Conference notes the challenges of collective bargaining in the community sector which has numerous small employers, with members attached to local government or health branches. There are similar issues in the privatised transport sector, which hinders the union’s ability to negotiate robust equality policies. Many private employers mistakenly believe they do not need to deliver on the Equality Act 2010, nor put in place equality strategies. However successful examples include Barnardo’s, Action for Children and some housing association branches which negotiate nationally. The growth in regional community branches presents further opportunities to develop collective bargaining. We continue to push our equality agenda with private sector employers.

Conference reasserts the principle that collective bargaining is the cornerstone of our political, organising and industrial strategies. Conference further believes that nationally agreed terms and conditions set a framework for us all, assist in the advancement of LGBT workplace rights and must be protected and built upon. Conference notes that our negotiating strength depends on our density and workplace organisation, across our diverse workplaces.

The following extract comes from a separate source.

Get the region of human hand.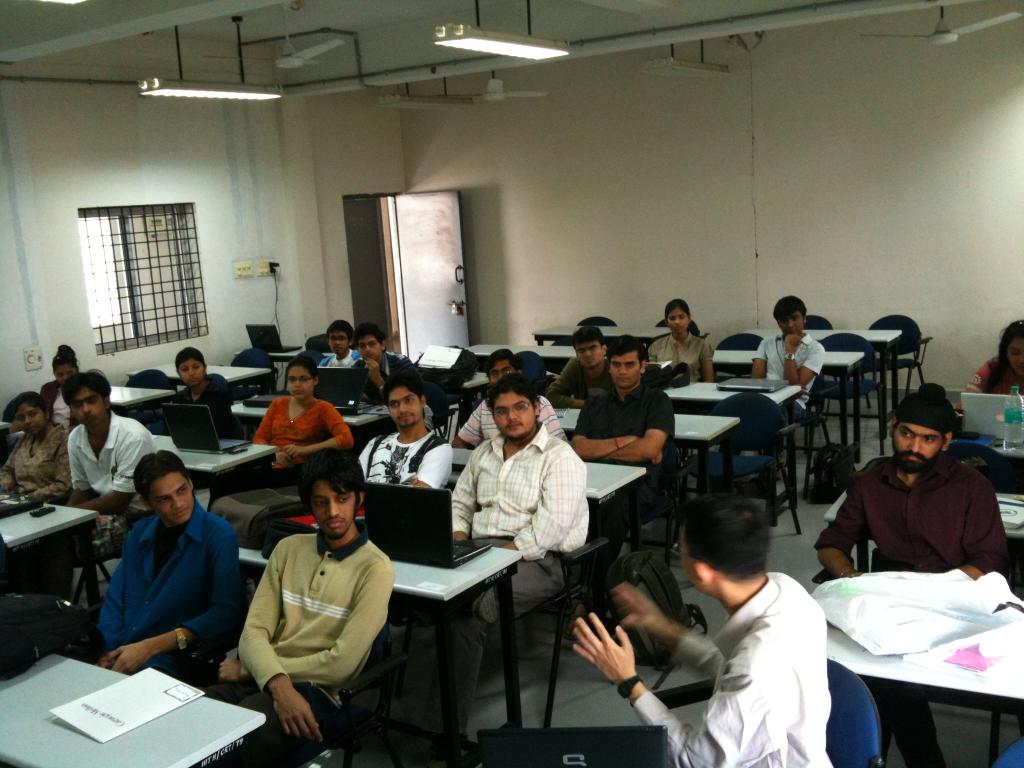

Conference calls upon the national LGBT committee to:

1)Work with the National Executive Council and service groups in challenging attacks on national bargaining agreements;

2)Raise regional and branch groups’ awareness of the value of collective bargaining, including to LGBT workers;

3)Support and publicise campaigns to protect these negotiating agreements;

4)Support moves to entrench collective bargaining in community, voluntary and private workplaces and the LGBT bargaining rights these bring;

5)Increase our efforts to build our workplace density and organisation, to support this work.